Remarkably, there is no real evidence that the bacteria harm small mammals. “The animals that have co-evolved with these parasites, and the pathogens that they transmit, seem to weather these infections just fine,” MacDonald said. Put another way, B. burgdorferi infections are just part of life as a woodrat.

The authors also investigated the influence of biodiversity. Hypothetically, areas with low diversity have species that acquire and transmit the bacteria easily. They’re likely to be those that live fast and die young, not placing a lot of energy into their immune systems. Surprisingly, diversity seemed to have no effect on the incidence of infected ticks.

This study considered a large, heterogenous area — the entire state of California — so individual species that are important to disease transmission stood out in the results. “The woodrat in particular — and the grey squirrel to some extent as well — overlap with where ticks live,” MacDonald said. “It’s the overlap in the distribution of the ticks and those particular small mammals that I think is a major reason we’re seeing them pop out of the models so much.”

In other words, there’s nothing coincidental about which mammals predict infection in ticks; it all comes down to co-incidence. Namely, the range of grey squirrels and dusky-footed woodrats overlaps with the habitats where ticks tend to live, and the Lyme disease transmission cycle likely developed through this close association.

Turning this ecological information into epidemiological insights though can be tricky. “We wanted to understand whether this ecology was actually predictive of human disease,” MacDonald said. “And that’s often not the case because humans respond behaviorally to disease risks.” For instance, people might avoid high-risk areas, decoupling human infection from the underlying disease ecology.

That said, the distribution of infected ticks was a strong predictor of where people become infected in California. This contrasts with studies in the eastern United States, where the ecology is not tightly linked to the epidemiology. MacDonald suspects this may be because Lyme disease is relatively rare in the Golden State, so there’s a lot less awareness of the disease, risk factors and symptoms among the public and doctors alike. The results suggest a straightforward way to combat Lyme disease in California: education. The CDC has resources on preventing, recognizing and treating Lyme disease.

The strong correlation between Lyme disease ecology and epidemiology also means researchers in the Western U.S. can focus on ecology to understand how human disease is likely to change in the future. “Stressors like climate and land-use change are altering entire ecosystems, but impacting individual species at different rates,” Sambado said. “Understanding what creates these differences will be an important challenge for all researchers, especially those working in multi-species systems like Lyme disease.”
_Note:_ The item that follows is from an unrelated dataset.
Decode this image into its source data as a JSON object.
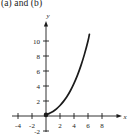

The authors have a follow-up study planned to quantify how human behavior influences Lyme disease on the West Coast. They also plan to apply this technique to other diseases. They’re investigating the ecology of West Nile virus in California’s Central Valley as well as malaria and leishmaniasis in the Amazon in collaboration with a team from Lima, Peru.

“I think that this sort of approach — trying to tie the ecology to the epidemiology — could be really valuable for lots of disease systems,” MacDonald said.